Former Edmonton Senior columnist Lou Broten has died at the
age of 99.
His death occurred on May 7, following some years of ill health.
Broten was born in North Dakota in 1914, and then the family
moved to a farm in Saskatchewan three years later.
During the course of his life he was a homesteader, freight
train rider, salmon fisher, railway locomotive engineer and international trade
union official, as well as a World War II veteran.
Broten began writing a column for the Edmonton Senior in
1994, his first venture into journalism. Adorned with a photo of him in his
trademark hat, the column became a must-read for many of the newspaper’s
readers.
“When I started writing articles for the Edmonton Senior I
had no journalistic experience, so it was a matter of trial and error,” he once
wrote. “Fortunately, as a senior citizen I had the experience of a lifetime on
which to draw…”
He touched on politics and issues of the day, provincial,
national and international, along with favourite topics such as the importance
of growing food in the city.
Holding strong opinions but never shrill, Broten was an
adherent of no particular party. A theme he returned to many times was the need
for a new style of non-partisan politics and government.
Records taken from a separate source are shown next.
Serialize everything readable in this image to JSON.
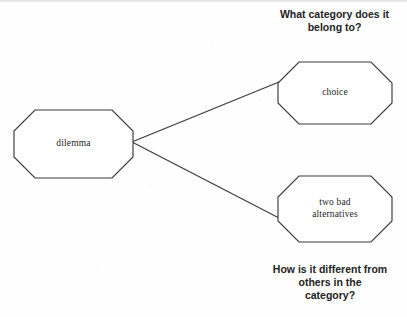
{
  "diagram": {
    "type": "concept-map",
    "background_color": "#ffffff",
    "stroke_color": "#3a3a3a",
    "text_color": "#1d1d1d",
    "nodes": [
      {
        "id": "dilemma",
        "label": "dilemma",
        "shape": "octagon",
        "role": "root-concept"
      },
      {
        "id": "choice",
        "label": "choice",
        "shape": "octagon",
        "role": "category"
      },
      {
        "id": "two-bad-alternatives",
        "label": "two bad\nalternatives",
        "shape": "octagon",
        "role": "distinguishing-feature"
      }
    ],
    "edges": [
      {
        "from": "dilemma",
        "to": "choice"
      },
      {
        "from": "dilemma",
        "to": "two-bad-alternatives"
      }
    ],
    "captions": {
      "top": "What category does it\nbelong to?",
      "bottom": "How is it different from\nothers in the\ncategory?"
    }
  }
}
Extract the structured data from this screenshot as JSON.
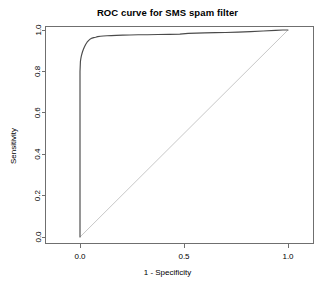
{
  "chart_data": {
    "type": "line",
    "title": "ROC curve for SMS spam filter",
    "xlabel": "1 - Specificity",
    "ylabel": "Sensitivity",
    "xlim": [
      0.0,
      1.0
    ],
    "ylim": [
      0.0,
      1.0
    ],
    "grid": false,
    "legend": "none",
    "xticks": [
      "0.0",
      "0.5",
      "1.0"
    ],
    "xtick_values": [
      0.0,
      0.5,
      1.0
    ],
    "yticks": [
      "0.0",
      "0.2",
      "0.4",
      "0.6",
      "0.8",
      "1.0"
    ],
    "ytick_values": [
      0.0,
      0.2,
      0.4,
      0.6,
      0.8,
      1.0
    ],
    "series": [
      {
        "name": "ROC curve",
        "color": "#4a4a4a",
        "x": [
          0.0,
          0.0,
          0.0,
          0.0,
          0.0,
          0.002,
          0.004,
          0.006,
          0.009,
          0.012,
          0.016,
          0.021,
          0.027,
          0.034,
          0.042,
          0.05,
          0.058,
          0.066,
          0.075,
          0.085,
          0.098,
          0.112,
          0.13,
          0.15,
          0.175,
          0.205,
          0.24,
          0.28,
          0.325,
          0.375,
          0.43,
          0.48,
          0.52,
          0.56,
          0.6,
          0.65,
          0.7,
          0.76,
          0.82,
          0.88,
          0.94,
          0.975,
          1.0
        ],
        "y": [
          0.0,
          0.2,
          0.45,
          0.65,
          0.8,
          0.848,
          0.862,
          0.873,
          0.884,
          0.895,
          0.906,
          0.918,
          0.93,
          0.941,
          0.95,
          0.957,
          0.961,
          0.963,
          0.965,
          0.968,
          0.97,
          0.971,
          0.972,
          0.973,
          0.974,
          0.975,
          0.976,
          0.977,
          0.977,
          0.978,
          0.979,
          0.98,
          0.984,
          0.985,
          0.986,
          0.987,
          0.988,
          0.99,
          0.992,
          0.995,
          0.998,
          1.0,
          1.0
        ]
      },
      {
        "name": "reference diagonal",
        "color": "#c8c8c8",
        "x": [
          0.0,
          1.0
        ],
        "y": [
          0.0,
          1.0
        ]
      }
    ]
  },
  "plot": {
    "title": "ROC curve for SMS spam filter",
    "xlabel": "1 - Specificity",
    "ylabel": "Sensitivity"
  }
}
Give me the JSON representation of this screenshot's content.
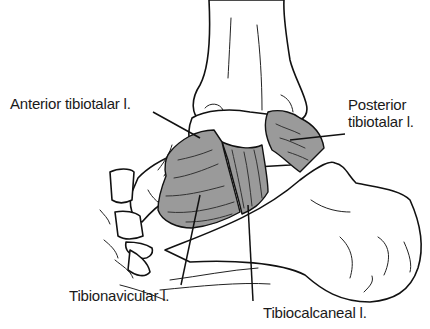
{
  "figure": {
    "ligament_fill_color": "#9a9a9a",
    "line_color": "#111111"
  },
  "labels": {
    "anterior_tibiotalar": "Anterior tibiotalar l.",
    "posterior_tibiotalar_line1": "Posterior",
    "posterior_tibiotalar_line2": "tibiotalar l.",
    "tibionavicular": "Tibionavicular l.",
    "tibiocalcaneal": "Tibiocalcaneal l."
  }
}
Broten often drew on lessons from history, including his own
experiences of the Depression and wartime, to point the out the path to social
progress. He frequently used the image of the Roman god Janus, portrayed with
two faces, one looking back and one looking forward, to emphasize the
importance of looking at the events of the past to gain an understanding of the
present and future.
The face of Janus also appeared on the cover of Looking Back, Looking Forward, a
collection of 98 of the Edmonton Senior
columns, published in 2003. Once the book was published, he and Vera, his wife
of more than 60 years, promoted and sold it themselves.
Affected by worsening health, Broten wrote his last column
in early 2009. A couple of years later Vera passed away.
On February 14, 2004, a couple of hundred people attended a
party to celebrate his 90th birthday at the Calder Seniors Drop-in
Centre, where he had been president.
As reported in the Edmonton
Senior, Broten told those in attendance, “I do know that if I am here for a
purpose it has to be to contribute to this life and that’s what I have tried to
do. If there is any purpose it has to be to make a better life for all of us.”